Core search terms included “telemedicine,” “digital health,” and “e-health” adapted to each jurisdiction’s terminology. We also captured “telehealth” when it appeared in the title, text, indexing, or cross-referenced materials of retrieved instruments and in jurisdictions where “telehealth” was the locally preferred term. However, “telehealth” was not used as a uniform stand-alone core search term across all country searches. Retrieval used internal website search tools when available, direct navigation to legislation or regulation sections, and external search engine queries combining the country name and/or issuing authority with the core terms to identify documents not easily retrievable through site navigation. We also used targeted snowball sampling by following references within retrieved documents (eg, amendments, implementing decrees, and cross-referenced policies) to identify the most current and authoritative versions. Our primary focus was on national-level instruments applicable to clinical telemedicine practice; when subnational instruments (as in federations where regulation is enacted at the state or provincial level) were encountered, they were recorded but not used to define the presence of country-level regulation unless they were from the highest applicable authority in that jurisdiction.

Eligibility Criteria and Exclusions

We included normative instruments that (1) were issued by a government authority or a statutory regulatory body (including medical councils or boards), (2) explicitly addressed the provision of telemedicine or telehealth, and (3) were current and in force at the time of extraction. We considered regulation primarily as “a rule or order issued by an executive authority or regulatory agency of a government and having the force of law” [14]. However, we also included binding rules, codes, or official guidance issued by governments or medical boards when they contained normative requirements for telemedicine practice.
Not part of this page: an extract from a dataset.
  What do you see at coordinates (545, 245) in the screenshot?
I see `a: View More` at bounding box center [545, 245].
We excluded nonofficial commentary; media reports; secondary analyses; documents that were not current or authoritative; and instruments that were explicitly labeled as drafts or in a planning phase, including proposed bills and planning stage strategies. When multiple versions existed, we retained the most recent version in force and documented the substituted instruments as background.

Constructing the Global Overview

We produced a global overview covering WHO member states and WHO regions classified by income level according to the World Bank [15]. WHO membership includes 194 countries divided into 6 regions. World Bank income groups are stratified as high income, upper-middle income, lower-middle income, and low income, with 1 country, Venezuela, listed as unclassified in the 2024 list. Niue and the Cook Islands are WHO member countries not included in the World Bank classification. For country-level mapping, the presence of any eligible in-force telemedicine-related instrument was coded as “regulatory mechanism present.” The absence of an identified eligible document was recorded as “no instrument identified,” which should not be interpreted as evidence that telemedicine activities do not occur in that setting.
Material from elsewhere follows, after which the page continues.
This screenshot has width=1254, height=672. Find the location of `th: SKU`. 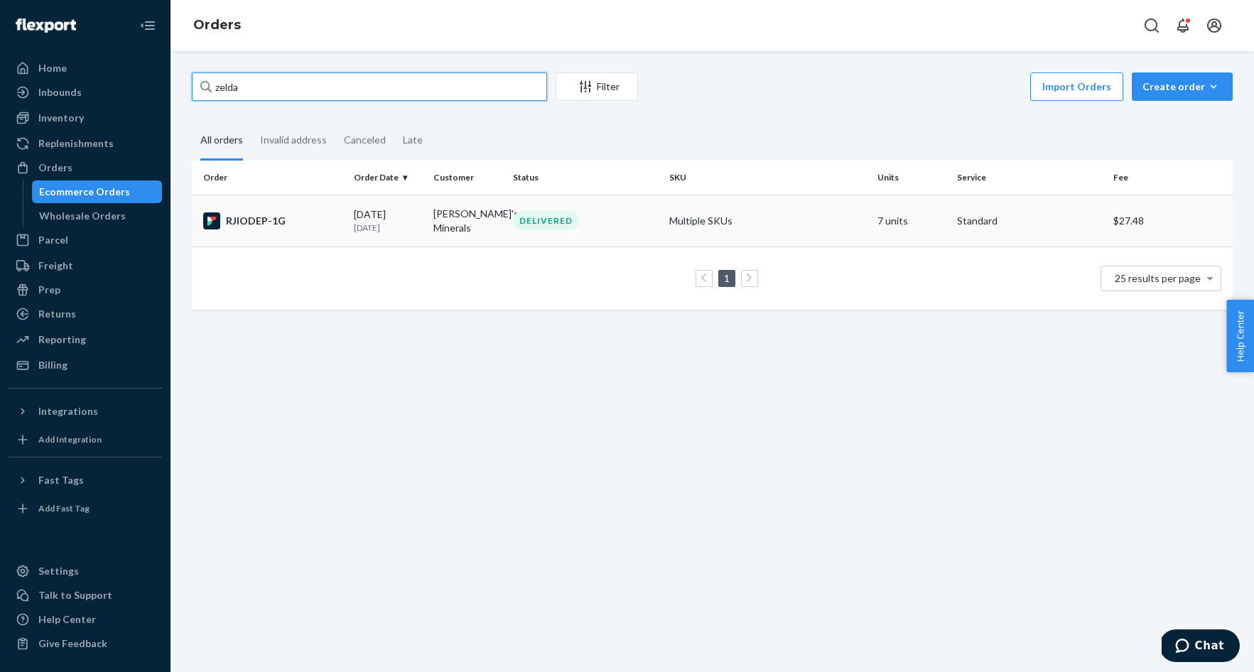

th: SKU is located at coordinates (767, 178).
Data Extraction and Development of Extraction Questions

In step 2 of the READ approach, we extracted data into spreadsheets organized by WHO region. Telemedicine was selected as the analytic focus because the extraction domains were anchored in the IDB framework for telemedicine regulation [8], which provides a structured, previously developed set of regulatory dimensions that can be operationalized consistently across countries.

The set of questions (Textbox 1) was defined by mapping the IDB framework maturity model [8] domains across their 7 questionnaires and adapting it to 2 analytic aims: first, to capture the presence and basic scope of telemedicine regulation (questions 1 and 2) and, second, to capture core ethical safeguards commonly addressed in telemedicine governance, including privacy and data protection (question 3) when present within telemedicine-related instruments (or when those instruments explicitly incorporated general privacy rules); informed consent and disclosure of the limits of telemedicine (questions 4 and 5); and an ethically dual-use prerequisite with implications for both continuity and access (question 6), that is, whether norms mandate a prior in-person consultation before telemedicine is permitted, as well as monitoring mechanisms (question 7) and professional competence requirements (question 8). Equity was treated as a core safeguard domain operationalized through 2 complementary items: question 9 captured whether norms explicitly referenced justice, equity, or nondiscrimination as a guiding principle, and question 10 captured whether norms included concrete barrier reduction provisions such as digital inclusion measures, accessibility accommodations for persons with disabilities, or specific safeguards for minors. Each question was operationalized as a binary variable with predefined criteria for what constituted an explicit normative statement. Full operational definitions and decision rules are provided in Multimedia Appendix 1. We piloted the extraction form on a purposive subset of countries across different WHO regions and income levels to refine definitions, clarify ambiguous items, and harmonize coding decisions before full extraction.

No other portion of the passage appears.